Economy

Don't hold digital trade talks in WTO: Civil society groups call on governments

Developing countries must come up with their own agenda for digital industrialisation instead of advancing ones by tech giants, say activists

 
By DTE Staff
Published: Monday 01 April 2019

On April 1, 2019, 315 civil society organisations — including global union federations, development advocates, consumer organisations, and environmental groups — from more than 90 countries wrote to members of the World Trade Organization (WTO) opposing the proposed negotiations on e-commerce that are to take place in Geneva this week.

“While the rhetoric surrounding e-commerce highlights the opportunities for developing country entrepreneurs, having binding rules on the still-emerging digital economy would severely constrain the ability of countries to develop their economies in the future,” the letter noted. “It would accelerate the global disadvantaging of workers and small enterprises in all countries vis-à-vis large corporations that characterises the current global economy,” it added.

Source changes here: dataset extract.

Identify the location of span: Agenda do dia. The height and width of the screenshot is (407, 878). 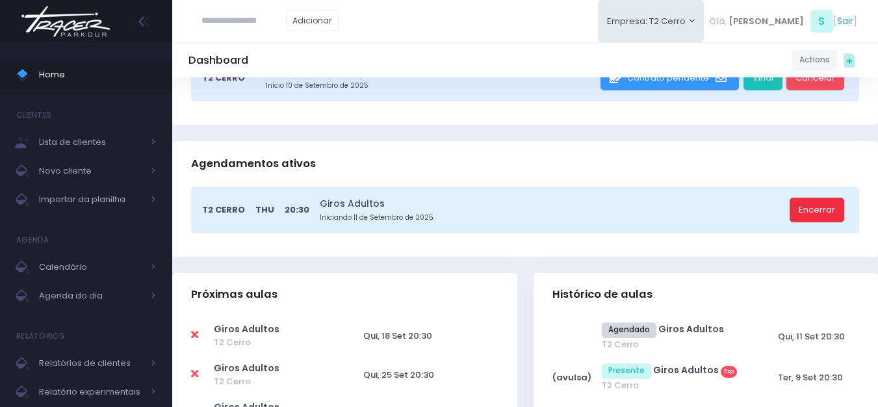
(91, 296).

Thousands are gathering for UNCTAD e-commerce Week in Geneva this week, just weeks after some countries launched talks on e-commerce.

Members of the WTO had rejected displacing the “development agenda” in the WTO for a new agenda on digital trade at the last ministerial meeting in December 2017 in Argentina. In spite of this, a number of countries decided to launch negotiations in March 2019.

The civil society organisations further argued that binding rules as proposed in the WTO “would enable Big Tech to consolidate its exploitative business model, including gaining rights to access markets globally; extracting and controlling personal, social, and business data around the world; locking-in deregulation and evading future regulation; accessing an unlimited supply of labour stripped of its rights; expanding its power through monopolies; and evading the payment of taxes.”

They said that “the proposed rules thus represent a grave threat to development, human rights, labour, and shared prosperity around the world, and are the opposite of the policies needed to rein in the power of Big Tech.”

The letter was coordinated by the global Our World Is Not for Sale network, members of which have been studying the proposed rules for the last several years, and who will be holding a series of six different events at the UNCTAD eCommerce Week.

It called on developing countries to develop their own agenda for digital industrialisation. “They must not advance the e-commerce rules that were developed by transportation network companies like Amazon, Google, Facebook, and Alibaba in their own interests. Other models can more equitably distribute the benefits of the digital economy while reinforcing human rights,” noted the letter. 

Civil society groups had issued a similar call in January this year as well.